Not a lot of experience in the octagon in front of the cameras, yes. But you think he doesn't drill that stuff? You think they never get black belts for his training camps? Stipe actually has a rep, quiet as it is, of being almost impossible to submit. I've read a few testimonials, like a post from a guy who went along when his professor was brought in to provide Stipe practice, and in a full week of intensive rolling the master only managed to submit Stipe once.
I have a feeling though that Jones doesn't know it either. He's been conspicuously training with Gordon Ryan, and sniffing at Stipe "preparing for a boxing match" because the only training clips Stipe posts are him in the gloves and headgear. Does he think absence of Twitter proof = proof of absence?
If Jon goes for a submission but Stipe manages to reverse him and pounds his face off, I will LAUGH and LAUGH and LAUGH....
Dog, as someone who competes A LOT, drilling is good but time away from competition hurts like a mofo. There are definitely those who can overcome ring rust so hopefully Stipe is one.
I never heard of Stipes hard to tap cred, and that is very mildly reassuring. I just wish I had something visual to go off of. But hey, Stipe defending against Jon and getting ktfo is good to me
Yeah, in addition to the post
@g*r*b is referencing, Schaub has talked about this from when he trained with Stipe. Basically he said that Stipe's offensive BJJ in terms of his submission game is fairly limited and you won't really see him fishing for different types of stuff while rolling... but he is insanely physically strong and has a really solid "base" along with a good sense of awareness/defense that makes him nigh-impossible to manipulate, sweep, submit, etc.

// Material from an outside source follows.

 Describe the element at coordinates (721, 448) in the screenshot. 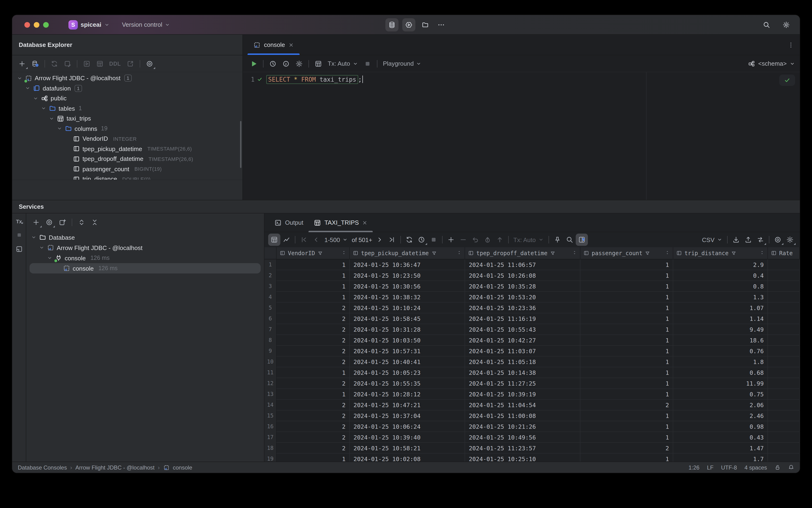

I see `table-cell: 1.47` at that location.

Normally I wouldn't really give much credence to Brendan's thoughts on anything in the fight game, but since these are his personal anecdotes from the training room that gel with other things I've heard & seen I'm more keen to believe them. For instance, Stipe actually competed in a BJJ match years ago for charity. The guy he was up against was more experienced in sport BJJ and beat Stipe... but not in the way you might think. Miocic actually took him down and held him down with ease the entire time, but didn't really know what to do after that, lol. It was Stipe's first wearing the gi, so he just relied on his wrestler instincts and pancaked the guy flat for minutes at a time. Meanwhile, his opponent desperately threw up multiple submission and sweep attempts from bottom. Even though Stipe easily shut down all of them, this ruleset dictated that the more "aggressive" grappler would win if the match went the distance.
I think it's also worth remembering how he survived the Overeem guillotine. He probably came into that fight expecting a striking match, i.e. hadn't drilled a ton of sub defense. Yet after getting badly rocked and dropped, he was still able to regain his composure and survive a tight guillotine from Alistair. Bear in mind, Overeem has won 8 (?) pro MMA fights by guillotine. Hell, he dominated the ADCC European Trials and won a gold medal back in the day by tapping every single guy in his weight class... all by guillotine. Overeem has also supposedly out-grappled Werdum and Oleinik in the training room (source: Oleinik himself). Stipe surviving Alistair's signature choke
while hurt and coming back to win the fight is no mean feat.
I do still nominally favor Jones because I'm worried about Stipe's age, wear & tear, and inactivity... but Jones also has some red flags surrounding him that Stipe could potentially exploit if he comes correct, I'll admit.